Australian courts do recognise the super you brought in.
Eight leading Family Court and FCFCOA decisions confirming that pre-relationship superannuation — grossed-up to today's dollars — is an initial contribution under s 79(4)(a) of the Family Law Act 1975.
There is no fixed formula
The Court applies a discretionary, evidence-based assessment under s 79(4). Strong evidence wins.
Pre-relationship super is a direct s 79(4)(a) contribution
Confirmed across Hickey, Coghlan, Pierce, Holland and Jabour.
Quantum matters more than rhetoric
Asserting 'I had super before we met' is worthless without an actuarial number the other side cannot easily attack.
What the authorities actually say.
Plain-English summaries. Each case is publicly available on AustLII. Citations are accurate but the commentary is general information only — confirm application to your matter with your lawyer.
Confirmed the four-step process: (1) identify and value the property, (2) assess contributions under s 79(4), (3) consider s 75(2) factors, and (4) determine a just and equitable outcome. Superannuation entered after 28 December 2002 forms part of the property pool but its initial-contribution character is preserved.
Established that superannuation can — and often should — be treated as a separate 'pool' from non-super property where the parties' interests in each pool differ materially. The Court recognised that contributions to super are frequently disproportionate and warrant separate analysis.
The Court accepted expert actuarial evidence valuing the husband's super at the date of cohabitation and projecting that balance forward to separation using fund returns. The grossed-up amount was treated as an initial contribution and effectively quarantined from the divisible pool.
Husband brought a substantial super balance into a long relationship. The Court declined to treat the balance as eroded by the passage of time and instead recognised the time-value of the initial contribution, adjusting the percentage split accordingly.
Considered the treatment of defined benefit interests where part of the member's service pre-dated cohabitation. The Court apportioned the interest by reference to service-based formulas, reinforcing that the pre-relationship slice is a distinct initial contribution.
Reaffirmed that an initial financial contribution must be assessed in the context of the whole relationship — but that does not mean its weight diminishes automatically. Courts must give 'full weight' to the contribution, including notional growth, before considering offsetting contributions by the other party.
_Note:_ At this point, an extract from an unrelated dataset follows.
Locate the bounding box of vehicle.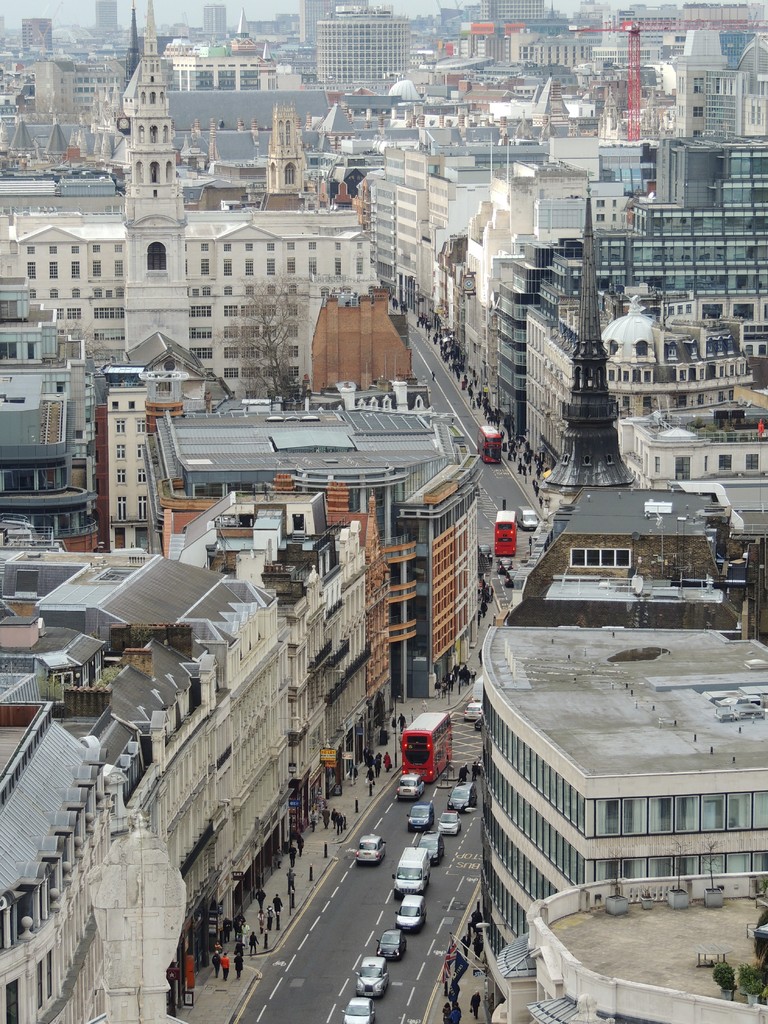
Bounding box: rect(396, 768, 419, 797).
Although pre-Part VIIIB, Pierce remains the foundational authority on how initial contributions are weighed: 'the question is not what is the value of the contribution at the date of trial, but what is the contribution worth in the context of the parties' overall contributions.' This is precisely the question an actuarial roll-forward answers.
Endorsed asset-by-asset assessment where one party's contribution to a particular asset (including super) is materially different. Reinforced Coghlan and gave appellate guidance on when a separate super-pool approach is appropriate.
The four pieces of legislation that govern your matter.
Power to alter property interests of married couples; s 90SM mirrors this for de facto couples. The four-step Hickey process flows from here.
Treats superannuation as 'property' and creates the splittable-payment regime that allows base amount or percentage splits via court order or financial agreement.
Prescribes valuation methods for accumulation, defined benefit, partially vested and SMSF interests, including approval of scheme-specific factors.
Expert Witness Code of Conduct and disclosure obligations. Reports relied on at hearing must comply with the Code.
Take a defensible number into mediation.
Citing the cases is one thing. Putting a properly grossed-up dollar figure in front of the other side — and your mediator — is what actually shifts outcomes.